People who traffic in symbolic manipulation—and that’s most of us, these digital days—are typically inclined to overrate the importance of symbolic manipulation. It’s always tempting to think that to exercise control over symbols—like the Confederate battle flag, which, for the record, I have long despised—is to strike a blow for justice. Again, social media play a key role here: Jerry Gaus once wrote an article “On the Difficult Virtue of Minding One’s Own Business”, but given the hyperpublic character of the web services most of us rely on, and the difficulty of getting any of them to reliably provide intimacy gradients, everyone’s business now seems to be everyone else’s business. In such a environment, ABP—Always Be Policing—is the watchword. Survey and critique others, lest you make yourself subject to surveillance and critique. And use the proper Hashtags of Solidarity, or you might end up like that guy who was the first to stop applauding Stalin’s speech.

Minding your own business, on this commonly-held account of things, is a vice, not a virtue, and those who handle disagreement peaceably are ipso facto deficient in their commitment to justice. To restore a belief to the positive value of disagreement, here, would be a challenging task indeed. When Bernard Williams writes of disagreement as “an important and constitutive feature of our relations to others,” he is speaking a moral language that’s incomprehensible to those for whom free speech is so last century and for whom history is always a story of moral progress.

How might such people come to see, with Williams, the virtue of moral and epistemic humility? How might they be brought to see that it can be a positive good to belong to a society in which people with deep disagreements, even about sexuality and personal self-determination, can live in peace with one another and, just possibly, converse? I have absolutely no idea.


EXERCISE AIM >> All of the data is to be set down again without any alteration.
======
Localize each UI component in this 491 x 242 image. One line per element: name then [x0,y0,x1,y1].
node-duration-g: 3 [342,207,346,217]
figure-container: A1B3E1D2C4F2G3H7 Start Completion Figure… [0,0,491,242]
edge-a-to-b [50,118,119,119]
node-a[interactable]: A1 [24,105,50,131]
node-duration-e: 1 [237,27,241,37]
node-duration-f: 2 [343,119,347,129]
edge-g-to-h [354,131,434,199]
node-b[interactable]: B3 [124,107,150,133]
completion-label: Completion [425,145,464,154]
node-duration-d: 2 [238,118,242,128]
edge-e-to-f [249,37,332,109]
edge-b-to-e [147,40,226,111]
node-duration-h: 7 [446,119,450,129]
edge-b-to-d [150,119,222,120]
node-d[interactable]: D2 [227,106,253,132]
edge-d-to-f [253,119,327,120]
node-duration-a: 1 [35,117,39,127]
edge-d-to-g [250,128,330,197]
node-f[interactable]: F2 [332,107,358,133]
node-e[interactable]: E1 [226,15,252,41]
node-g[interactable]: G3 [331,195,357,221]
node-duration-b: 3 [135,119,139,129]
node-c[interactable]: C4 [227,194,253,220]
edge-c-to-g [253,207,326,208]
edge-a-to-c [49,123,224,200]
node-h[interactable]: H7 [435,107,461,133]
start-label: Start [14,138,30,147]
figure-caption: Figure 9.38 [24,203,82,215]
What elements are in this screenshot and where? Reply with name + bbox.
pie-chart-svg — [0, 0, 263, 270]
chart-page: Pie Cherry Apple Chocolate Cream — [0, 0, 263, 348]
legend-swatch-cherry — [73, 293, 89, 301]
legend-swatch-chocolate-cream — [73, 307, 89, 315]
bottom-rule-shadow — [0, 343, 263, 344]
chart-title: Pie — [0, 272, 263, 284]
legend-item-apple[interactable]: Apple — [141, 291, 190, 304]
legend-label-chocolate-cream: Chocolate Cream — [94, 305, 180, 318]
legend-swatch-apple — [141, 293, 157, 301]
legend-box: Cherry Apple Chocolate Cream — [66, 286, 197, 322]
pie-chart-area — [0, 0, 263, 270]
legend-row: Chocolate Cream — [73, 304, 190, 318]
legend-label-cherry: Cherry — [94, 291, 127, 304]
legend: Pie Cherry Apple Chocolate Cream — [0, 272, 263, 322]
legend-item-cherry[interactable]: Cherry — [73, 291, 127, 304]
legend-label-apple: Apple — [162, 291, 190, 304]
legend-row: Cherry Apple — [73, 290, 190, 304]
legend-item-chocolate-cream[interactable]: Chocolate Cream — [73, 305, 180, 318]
======
TASK OUTPUT >>
Localize each UI component in this 491 x 242 image. One line per element: name then [x0,y0,x1,y1].
node-duration-g: 3 [342,207,346,217]
figure-container: A1B3E1D2C4F2G3H7 Start Completion Figure… [0,0,491,242]
edge-a-to-b [50,118,119,119]
node-a[interactable]: A1 [24,105,50,131]
node-duration-e: 1 [237,27,241,37]
node-duration-f: 2 [343,119,347,129]
edge-g-to-h [354,131,434,199]
node-b[interactable]: B3 [124,107,150,133]
completion-label: Completion [425,145,464,154]
node-duration-d: 2 [238,118,242,128]
edge-e-to-f [249,37,332,109]
edge-b-to-e [147,40,226,111]
node-duration-h: 7 [446,119,450,129]
edge-b-to-d [150,119,222,120]
node-d[interactable]: D2 [227,106,253,132]
edge-d-to-f [253,119,327,120]
node-duration-a: 1 [35,117,39,127]
edge-d-to-g [250,128,330,197]
node-f[interactable]: F2 [332,107,358,133]
node-e[interactable]: E1 [226,15,252,41]
node-g[interactable]: G3 [331,195,357,221]
node-duration-b: 3 [135,119,139,129]
node-c[interactable]: C4 [227,194,253,220]
edge-c-to-g [253,207,326,208]
edge-a-to-c [49,123,224,200]
node-h[interactable]: H7 [435,107,461,133]
start-label: Start [14,138,30,147]
figure-caption: Figure 9.38 [24,203,82,215]
What elements are in this screenshot and where? Reply with name + bbox.
pie-chart-svg — [0, 0, 263, 270]
chart-page: Pie Cherry Apple Chocolate Cream — [0, 0, 263, 348]
legend-swatch-cherry — [73, 293, 89, 301]
legend-swatch-chocolate-cream — [73, 307, 89, 315]
bottom-rule-shadow — [0, 343, 263, 344]
chart-title: Pie — [0, 272, 263, 284]
legend-item-apple[interactable]: Apple — [141, 291, 190, 304]
legend-label-chocolate-cream: Chocolate Cream — [94, 305, 180, 318]
legend-swatch-apple — [141, 293, 157, 301]
legend-box: Cherry Apple Chocolate Cream — [66, 286, 197, 322]
pie-chart-area — [0, 0, 263, 270]
legend-row: Chocolate Cream — [73, 304, 190, 318]
legend-label-cherry: Cherry — [94, 291, 127, 304]
legend: Pie Cherry Apple Chocolate Cream — [0, 272, 263, 322]
legend-item-cherry[interactable]: Cherry — [73, 291, 127, 304]
legend-label-apple: Apple — [162, 291, 190, 304]
legend-row: Cherry Apple — [73, 290, 190, 304]
legend-item-chocolate-cream[interactable]: Chocolate Cream — [73, 305, 180, 318]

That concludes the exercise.